In https://github.com/OpenAddressesUK/jess/pull/1 I've changed provenance for token lookups to use the ernest URLs, because that's what it actually derives from, and otherwise we end up with theodolite URLs in the core DB, which we don't want.
A next step on this is to move the inference querying to use the ernest DB directly instead of the published address file, but that needs confidence measures to be there and probably used in distiller.

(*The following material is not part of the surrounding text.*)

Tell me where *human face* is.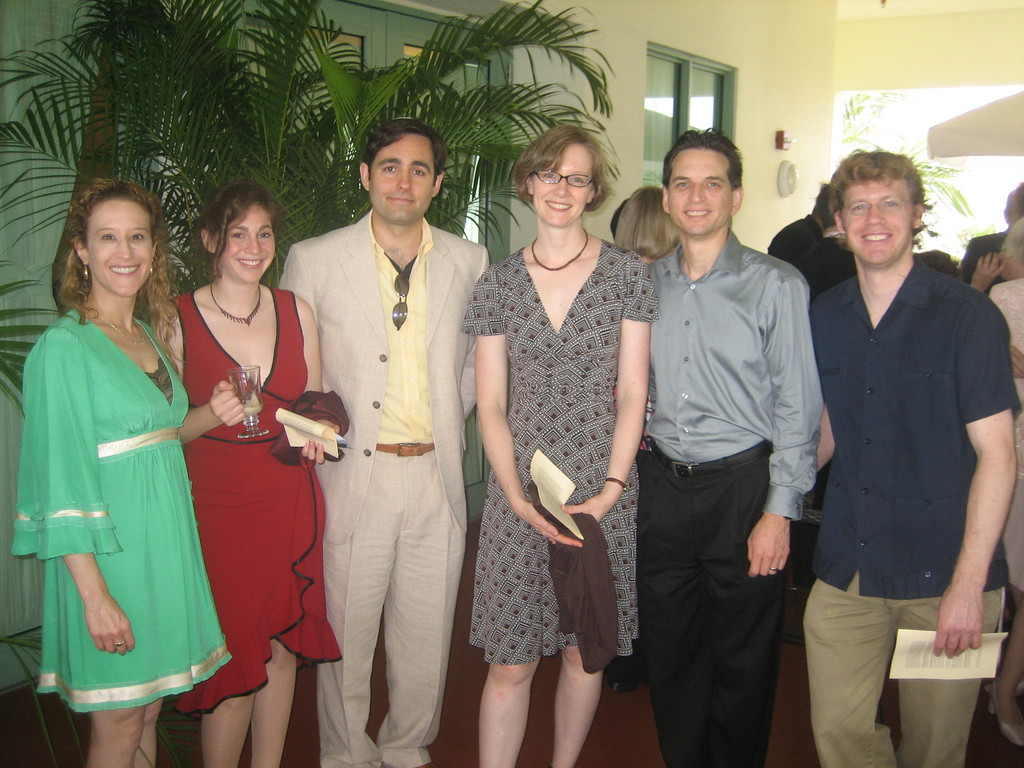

Currently working on the hello-kitty bot which will use jess to load inferred addresses into ernest. However, having an issue with the updated_since queries on theodolite as the index doesn't seem to be right.
@james, re: https://github.com/theodi/shared/issues/504#issuecomment-77171002 , I get your point, you are right.
Just to be safe on the semantics: do ernest URLs today represent addresses "as they were ingested" rather than "as they were distilled"?
For consistency, though, why don't I find a references to the ernest URL in the distilled URL's provenance? E.g. https://alpha.openaddressesuk.org/addresses/UAdD1o.json is not referencing http://ernest.openaddressesuk.org/addresses/2935011 ?
What's the blocker on this?
As far as I can tell, the hello-kitty bot is ready to roll. Just need to let it run.
For OpenAddressesUK/roadmap#32. Will need to queue up based on ETL events.